- The Washington Times - Monday, November 25, 2019

The House Democrats’ impeachment inquiry is preparing a report to deliver soon after Thanksgiving to the Judiciary Committee for consideration of articles of impeachment against President Trump.

Rep. Adam B. Schiff, the California Democrat leading the impeachment effort, announced the timeline in a letter Monday to his Democratic colleagues.

He said the decision to draft articles of impeachment had not been made but he stressed that two weeks of public hearings had confirmed that Mr. Trump abused his Oval Office power.

“The evidence of wrongdoing and misconduct by the President that we have gathered to date is clear and hardly in dispute. What is left to us now is to decide whether this behavior is compatible with the office of the presidency, and whether the constitutional process of impeachment is warranted,” wrote Mr. Schiff, chairman of the Permanent Select Committee on Intelligence that has conducted the inquiry.

The plan to deliver the report as soon as Congress returns next week from its Thanksgiving break is in line with the fast-track schedule Democrats hoped would get to an impeachment vote before Christmas.

The report will outline a case for Mr. Trump committing bribery and obstructing Congress’s investigation, though it will be up to the Judiciary Committee to determine the next step.

Democrats have argued that Mr. Trump dangling a prized White House visit and nearly $400 million of military aid in front of the Ukraine president to entice him to launch a corruption probe targeting former Vice President Joseph R. Biden and his son Hunter, which theoretically would help Mr. Trump’s reelection campaign.

In the letter, Mr. Schiff said two weeks of public hearings had removed any doubt of wrongdoing by Mr. Trump. He also said it was the second time Mr. Trump sought foreign interference in a U.S. election, apparently referring allegations of Trump-Russia collusion in 2016.

“Over the course of our inquiry, we have uncovered a monthslong effort in which President Trump again sought foreign interference in our elections for his personal and political benefit at the expense of our national interest,” Mr. Schiff said. “As the evidence conclusively shows, President Trump conditioned official acts — a White House meeting desperately desired by the new Ukrainian president and critical U.S. military assistance — on Ukraine announcing sham, politically motivated investigations that would help President Trump’s 2020 reelection campaign.”

Mr. Trump has denied any wrongdoing and accused Democrats of targeting him with an unfair partisan inquisition.

Mr. Schiff pushed back against Republican arguments that it is too close to the 2020 election to try to remove the president and voters should be allowed to make that choice.

“The president has accepted or enlisted foreign nations to interfere in our upcoming elections, including the next one; this is an urgent matter that cannot wait if we are to protect the nation’s security and the integrity of our elections,” he said.

The impeachment inquiry stems from a July 25 phone call in which Mr. Trump asked President Volodymyr Zelensky for a “favor” in investigating Mr. Biden and other corruption allegations. A whistleblower, who is believed to be a CIA official assigned to the White House, accused the president of abusing his power for personal gain on the call, including withholding U.S. military aid from Ukraine to force the investigation.

A rough transcript of the call did not show a quid pro quo with the investigation request, but Democrats argue the threat was understood and part of an ongoing pressure campaign of “shadow” foreign policy conducted by Mr. Trump’s private lawyer Rudolph W. Giuliani.

Mr. Trump wanted an investigation into Hunter Biden in 2014 landing a high-paying job on the board of Ukraine natural gas company Burisma Holdings while his father was the point man for Obama White House policy in the country, which is notorious for corruption, especially in the energy industry.

The elder Mr. Biden recently boasted of getting Ukraine’s chief prosecutor fired in spring 2016 by threatening to block a $1 billion U.S. loan guarantee. The prosecutor was widely viewed as not doing enough to combat corruption. But the prosecutor, Viktor Shokin, also was looking into corruption allegations against Burisma and the Ukraine oligarch running the company.

Mr. Trump also wanted Kyiv to look into Ukraine meddling in the 2016 election and a missing Democratic National Committee server. The server was hacked by Russia during the 2016 campaigns and an American cybersecurity company called CrowdStrike examined the server to probe the hack but the server disappeared before it could be handed over to the FBI.

Mr. Trump subscribes to an unsubstantiated theory that the server ended up in Ukraine.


What you are asked to do: Filter the entries below, keeping every line that has the word "bidirected".

Material to process:

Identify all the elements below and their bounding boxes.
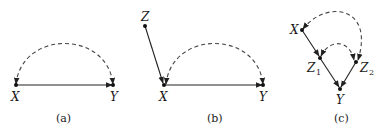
caption-b: (b) — [207, 112, 223, 125]
caption-a: (a) — [56, 112, 71, 125]
node-x — [162, 83, 166, 87]
node-x — [300, 28, 304, 32]
node-label-z: Z — [140, 10, 150, 24]
node-label-x: X — [289, 23, 299, 37]
node-y — [338, 87, 342, 91]
node-z — [143, 24, 147, 28]
node-label-x: X — [158, 90, 168, 104]
edge-z-to-x — [145, 26, 163, 83]
node-sub-z2: 2 — [369, 68, 374, 77]
node-y — [111, 83, 115, 87]
edge-z1-to-y — [320, 58, 339, 87]
edge-x-to-z1 — [302, 30, 319, 56]
node-label-y: Y — [259, 90, 268, 104]
node-label-y: Y — [336, 93, 345, 107]
caption-c: (c) — [334, 112, 349, 125]
node-label-z1: Z — [306, 61, 316, 75]
node-label-x: X — [10, 90, 20, 104]
node-y — [261, 83, 265, 87]
node-z1 — [318, 56, 322, 60]
node-label-z2: Z — [359, 61, 369, 75]
node-label-y: Y — [110, 90, 119, 104]
edge-z2-to-y — [341, 62, 356, 87]
causal-diagrams: X Y (a) Z X Y (b) X Z 1 Z 2 Y (c) — [0, 0, 388, 131]
panel-b: Z X Y (b) — [140, 10, 268, 125]
bidirected-edge-x-z2 — [303, 12, 361, 60]
node-z2 — [354, 60, 358, 64]
panel-a: X Y (a) — [10, 44, 119, 126]
bidirected-edge-x-y — [166, 44, 263, 85]
node-x — [14, 83, 18, 87]
node-sub-z1: 1 — [316, 68, 321, 77]
bidirected-edge-z1-z2 — [321, 44, 354, 60]
panel-c: X Z 1 Z 2 Y (c) — [289, 12, 374, 125]
bidirected-edge-x-y — [16, 44, 113, 85]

Problem solution:
bidirected-edge-x-z2 — [303, 12, 361, 60]
bidirected-edge-x-y — [166, 44, 263, 85]
bidirected-edge-z1-z2 — [321, 44, 354, 60]
bidirected-edge-x-y — [16, 44, 113, 85]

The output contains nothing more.